PHM5010 – Precision Biomarkers

Course Overview

Biomarkers, with potential to inform disease risk, diagnosis, prognosis, and treatment response are foundational to Precision Medicine because they enable evidence-based clinical decision-making and more targeted therapies. PHM5010 guides students through the end-to-end biomarker journey—from discovery to development, validation, and real-world clinical translation. Building on prior training in genomics, proteomics/metabolomics, biostatistics, and AI/ML in Semester 1 of the MScPHM programme, students will learn how big-data omics and multi-omics approaches can be used to identify and evaluate clinically meaningful biomarkers.

The course also highlights the realities of translation: what it takes to demonstrate analytical validity, clinical validity, and clinical utility, and why challenges such as reproducibility, bias, heterogeneity, and implementation barriers often prevent promising biomarkers from reaching practice. Learning is complemented by clinical and industry perspectives, including expert-led sessions and site visits that expose students to biomarker development in real healthcare and biotech settings.

A major component of PHM5010 is a portfolio-building individual assignment, where students develop a manuscript-style biomarker discovery study (data/AI-driven) or an AI-augmented biomarker review, supported by structured milestone presentations and mentorship.

Learning Outcomes

By the end of the course, the student will:

1) Differentiate the major classes, characteristics and intended uses of biomarkers

2) Formulate a clinically relevant biomarker question and design an appropriate discovery and development workflow that aligns the clinical problem, population, specimen type, assay platform and study design.

3) Apply and appraise AI- and ML-enabled approaches used in biomarker science, including AI assisted evidence review, feature selection, predictive modelling, hyperparameter tuning, validation and performance evaluation.

4) Evaluate biomarker evidence using the frameworks of analytical validity, clinical validity and clinical utility, and assess whether a candidate biomarker is sufficiently robust for translational or clinical use.

5) Interpret biomarker signatures in biological and clinical context by integrating in silico evidence, explainable AI principles, and considerations of reproducibility, generalizability and bias.

6) Compare major multi-omics and integrative modelling approaches for biomarker discovery, including supervised and unsupervised methods, latent-factor models, network-based integration and digital-twin frameworks.

7) Assess the scientific, operational and regulatory barriers to biomarker translation, including cohort heterogeneity, confounding, assay variability, overfitting, interpretability and implementation constraints.

8) Produce and communicate a portfolio-ready biomarker project in the form of a manuscript-style ML/DL AI-based discovery study, supported by structured milestone presentations and feedback.

Course Outline

PHM5010 covers both fundamentals and current frontiers in precision biomarker science, including:

1) Fundamentals of Precision Biomarkers

a. Characteristics of an ideal clinical molecular biomarker

b. Classification of biomarkers (risk, diagnostic, prognostic, predictive, monitoring, etc.)

c. Principles of clinical interpretation and decision impact

2) Biomarker Discovery (Big Data + Omics Focus)

a. Omics-driven biomarker discovery workflows

b. Public datasets and discovery study design

c. Statistical and AI/ML approaches for feature selection and validation

3) Biomarker Development and Translation

a. From candidate biomarker to clinical-grade tool

b. Analytical validity, clinical validity, and clinical utility

c. Translation of omics-based biomarkers into clinical practice

4) Multi-Omics and Emerging Directions

a. Multi-omics biomarker discovery: rationale, key steps, and pitfalls

b. Digital twin concepts for multi-omics biomarker discovery

c. Current state of omics-based biomarkers in clinical use

5) Challenges and Real-World Adoption

a. Reproducibility and generalizability

b. Cohort heterogeneity and population bias

c. Regulatory, operational, and workflow barriers in implementation

6) Translational Exposure

a. Experiential learning to connect classroom concepts to real translational settings (e.g clinical lab, biomarker startup and multinational pharma company.

Course Requirements

To succeed in PHM5010, students are expected to have a strong foundation in the programme’s Semester 1 core modules, specifically:

· PHM5001 Precision Human Genomics

· PHM5002 Precision Proteomics and Metabolomics

· PHM5003 Big Data Statistical Analyses for Precision Medicine

· PHM5005 AI and Machine Learning for Precision Medicine

Students should also concurrently read PHM5004 (High Performance Computing for Precision Medicine) to support computational workflows relevant to omics and large-scale biomarker analysis.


= What is needed =
Transcribe exactly, and without pictures, only the lines from the one bearing "Image resolution: width=1294" through the final line of the data below.

BEGIN

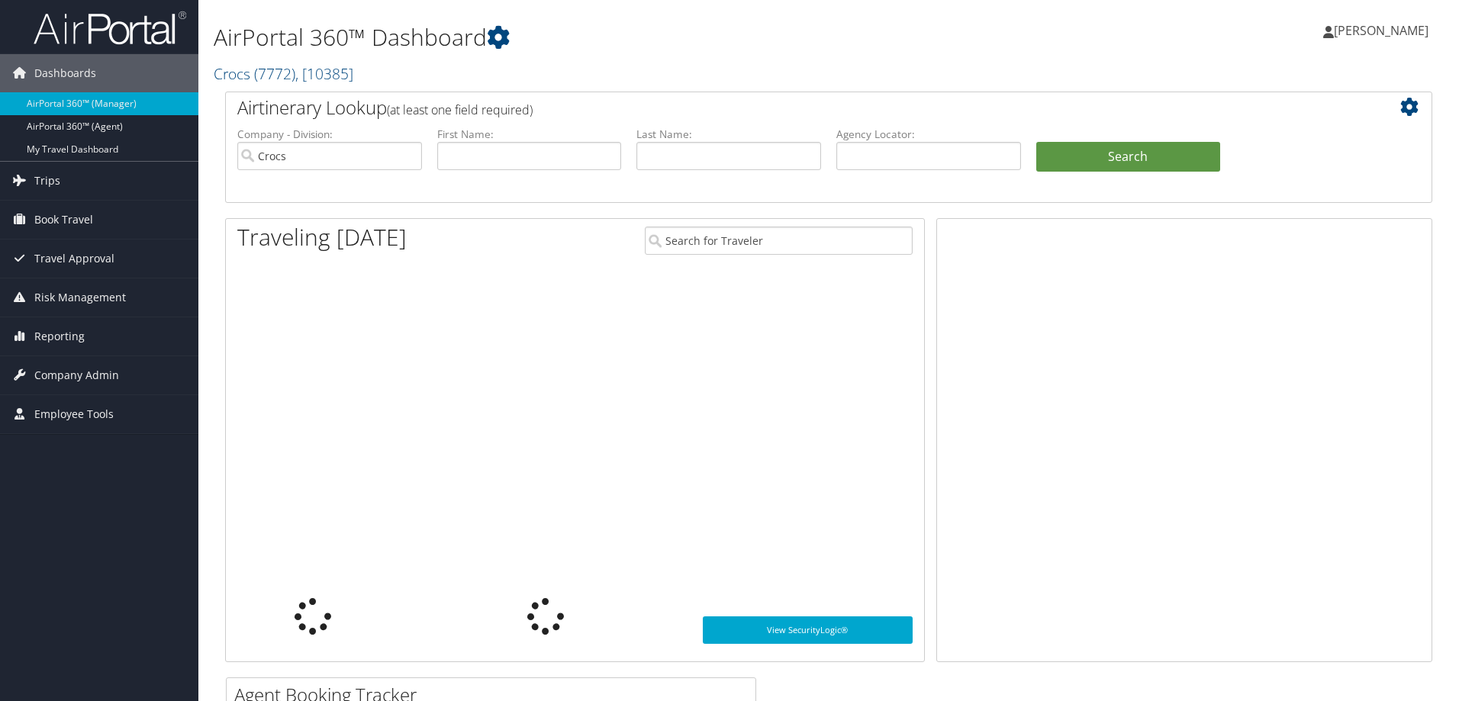 The height and width of the screenshot is (701, 1459). Describe the element at coordinates (330, 134) in the screenshot. I see `label: Company - Division:` at that location.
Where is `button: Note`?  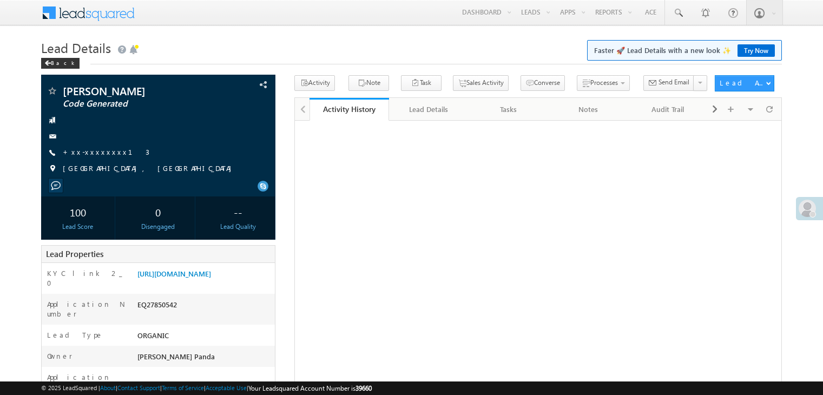
button: Note is located at coordinates (369, 83).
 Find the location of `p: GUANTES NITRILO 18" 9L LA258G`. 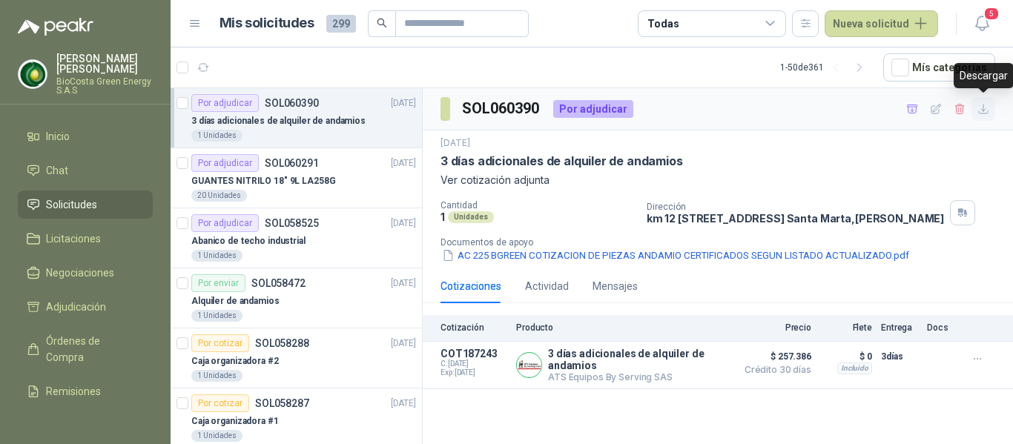

p: GUANTES NITRILO 18" 9L LA258G is located at coordinates (263, 181).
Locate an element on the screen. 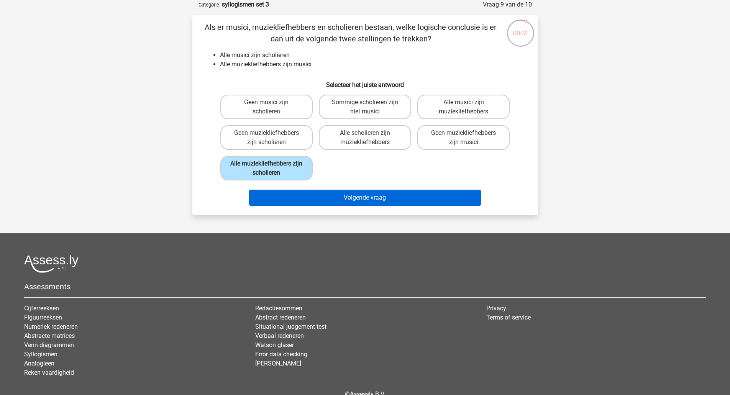  p: Als er musici, muziekliefhebbers en scholieren bestaan, welke logische conclusie is er dan uit de... is located at coordinates (351, 33).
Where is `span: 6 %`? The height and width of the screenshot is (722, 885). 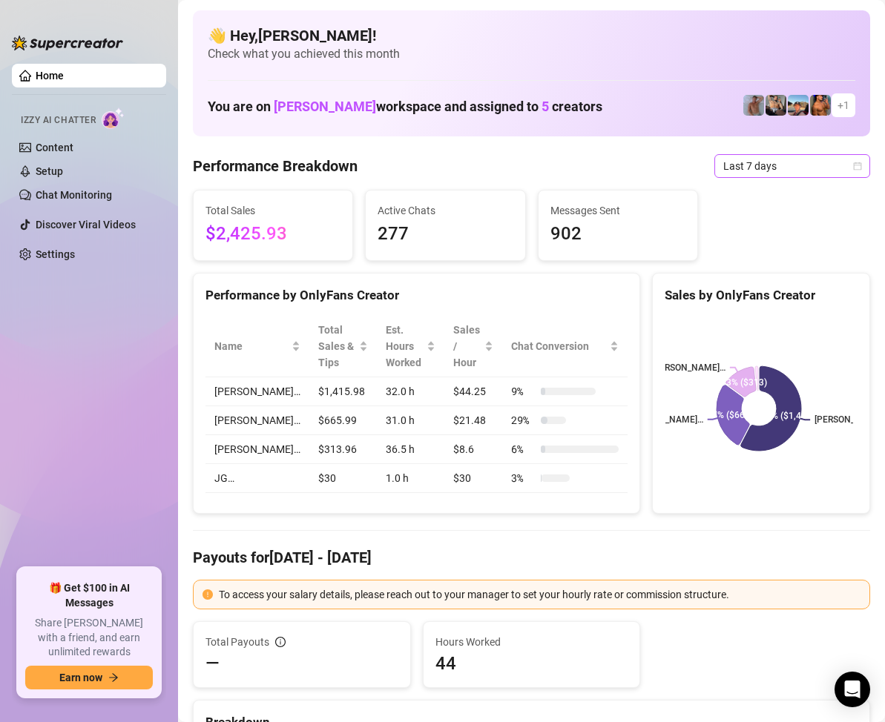
span: 6 % is located at coordinates (523, 449).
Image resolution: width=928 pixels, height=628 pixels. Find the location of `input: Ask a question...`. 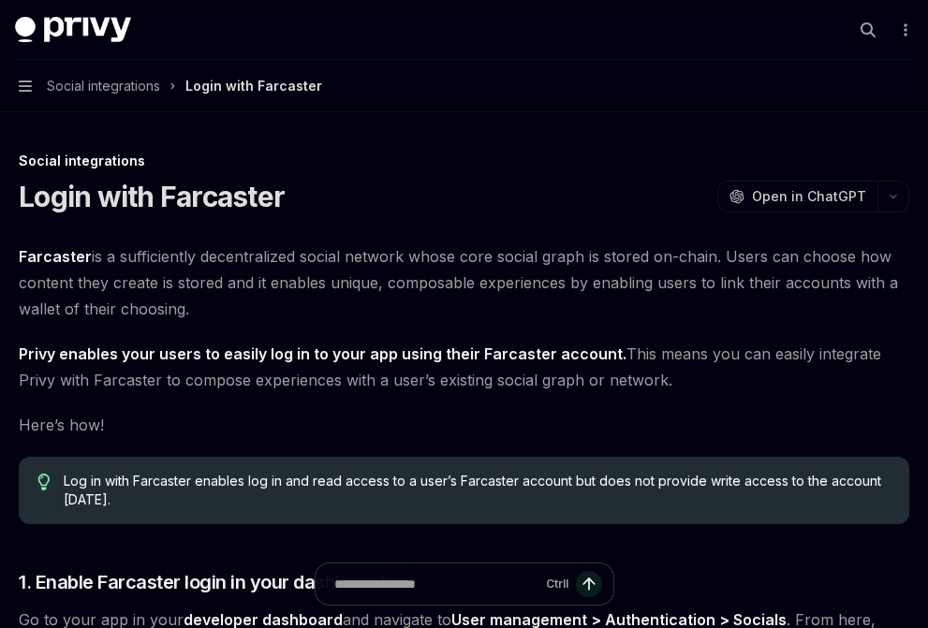

input: Ask a question... is located at coordinates (436, 584).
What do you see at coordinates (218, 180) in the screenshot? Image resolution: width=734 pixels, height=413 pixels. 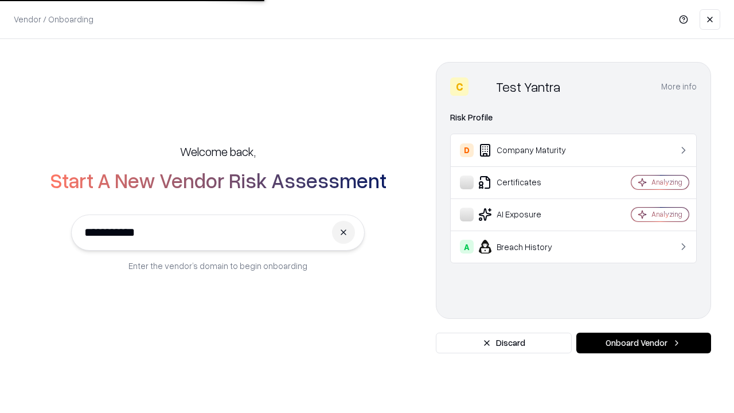 I see `h2: Start A New Vendor Risk Assessment` at bounding box center [218, 180].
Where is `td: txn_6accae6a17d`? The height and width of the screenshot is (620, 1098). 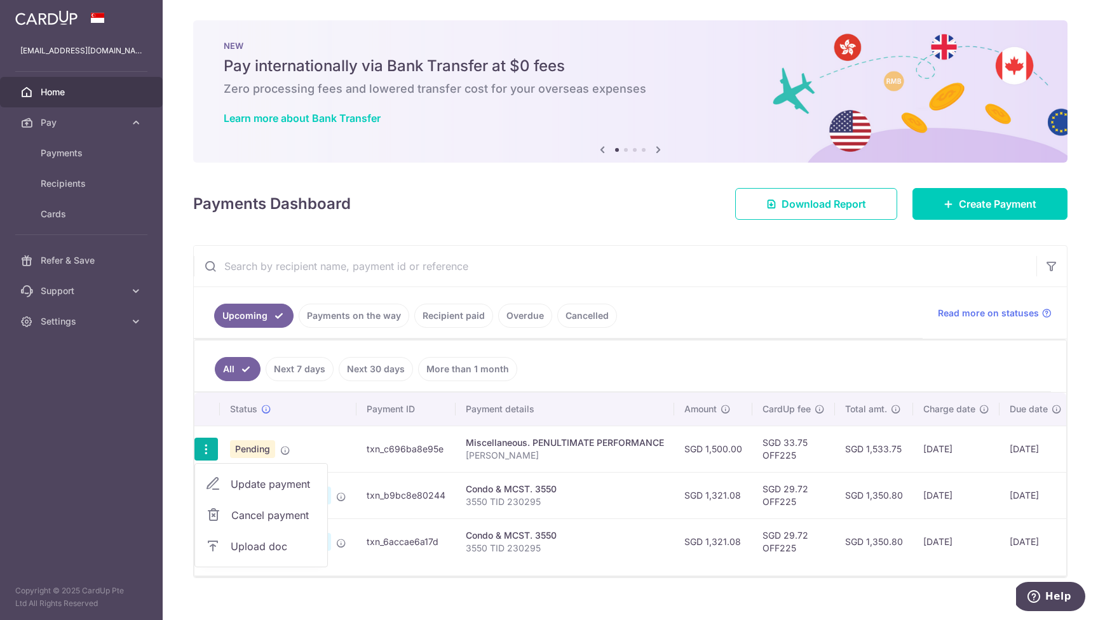 td: txn_6accae6a17d is located at coordinates (406, 541).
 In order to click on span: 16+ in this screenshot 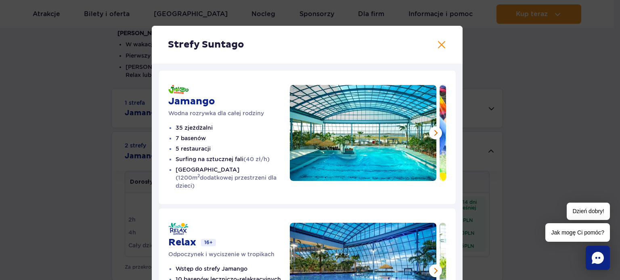, I will do `click(208, 243)`.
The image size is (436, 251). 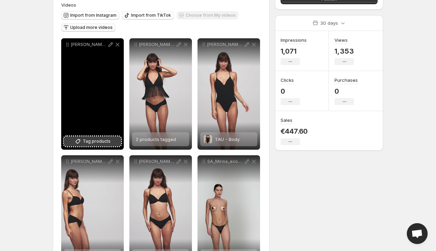 What do you see at coordinates (287, 80) in the screenshot?
I see `h3: Clicks` at bounding box center [287, 80].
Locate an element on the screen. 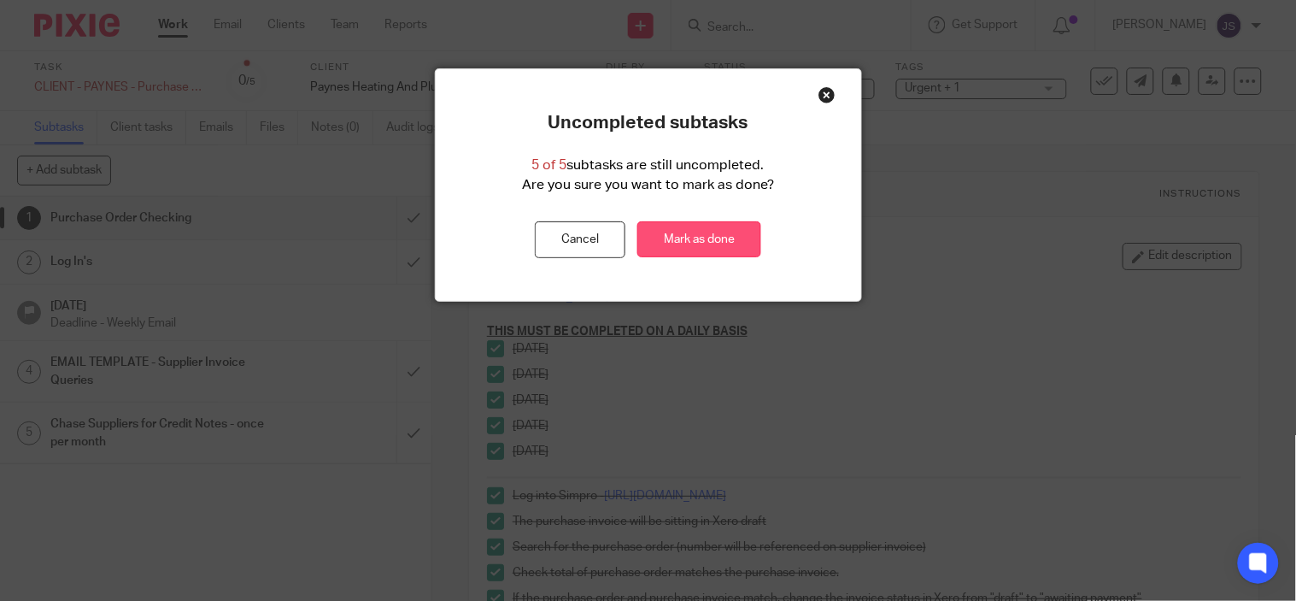 This screenshot has width=1296, height=601. span: 5 of 5 is located at coordinates (549, 165).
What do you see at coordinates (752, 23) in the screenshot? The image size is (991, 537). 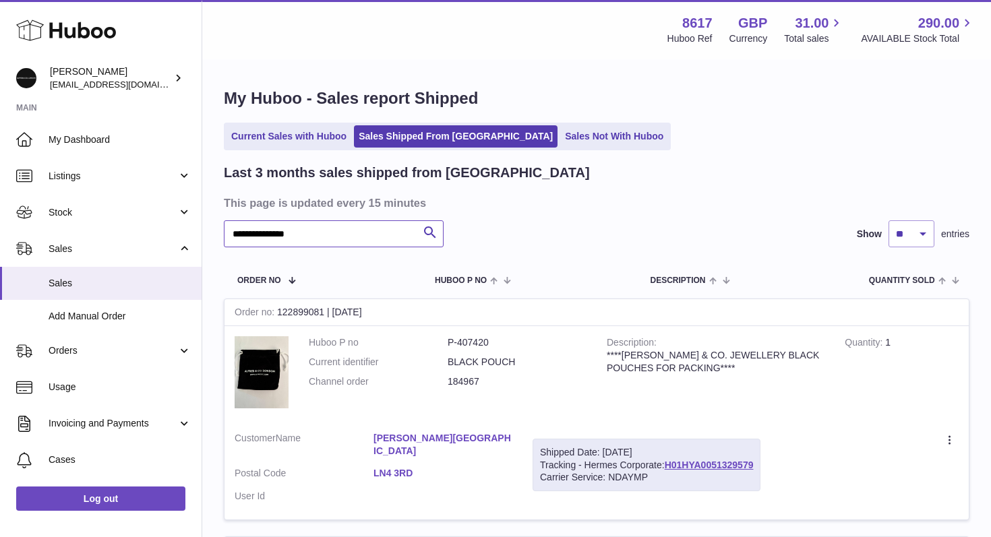 I see `strong: GBP` at bounding box center [752, 23].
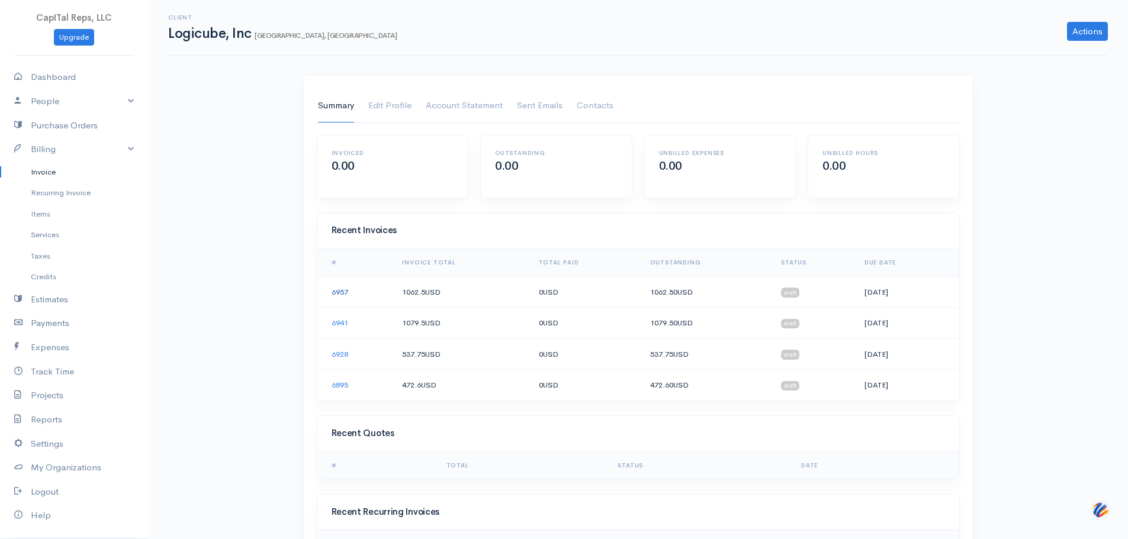 The width and height of the screenshot is (1128, 539). I want to click on a: Edit Profile, so click(390, 106).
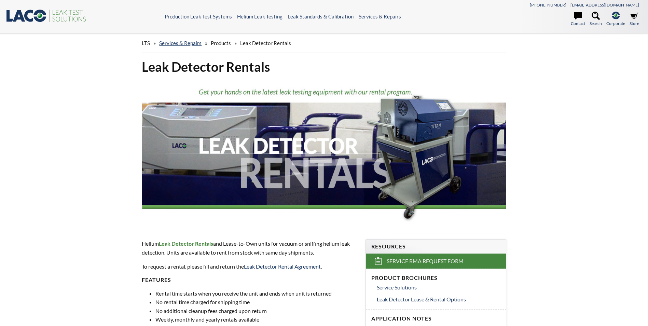 This screenshot has width=648, height=326. What do you see at coordinates (436, 246) in the screenshot?
I see `h4: Resources` at bounding box center [436, 246].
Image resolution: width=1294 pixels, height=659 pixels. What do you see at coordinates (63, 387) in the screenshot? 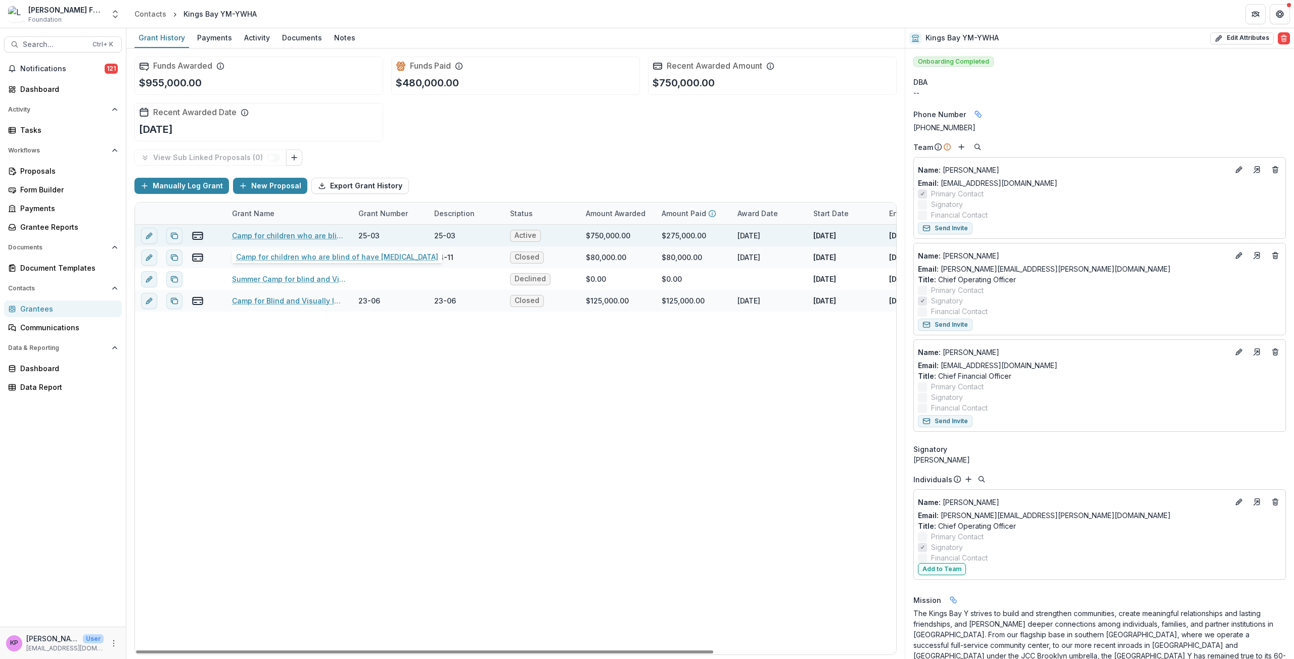
I see `a: Data Report` at bounding box center [63, 387].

END

= Response box =
Image resolution: width=1294 pixels, height=659 pixels. What do you see at coordinates (63, 387) in the screenshot? 
I see `a: Data Report` at bounding box center [63, 387].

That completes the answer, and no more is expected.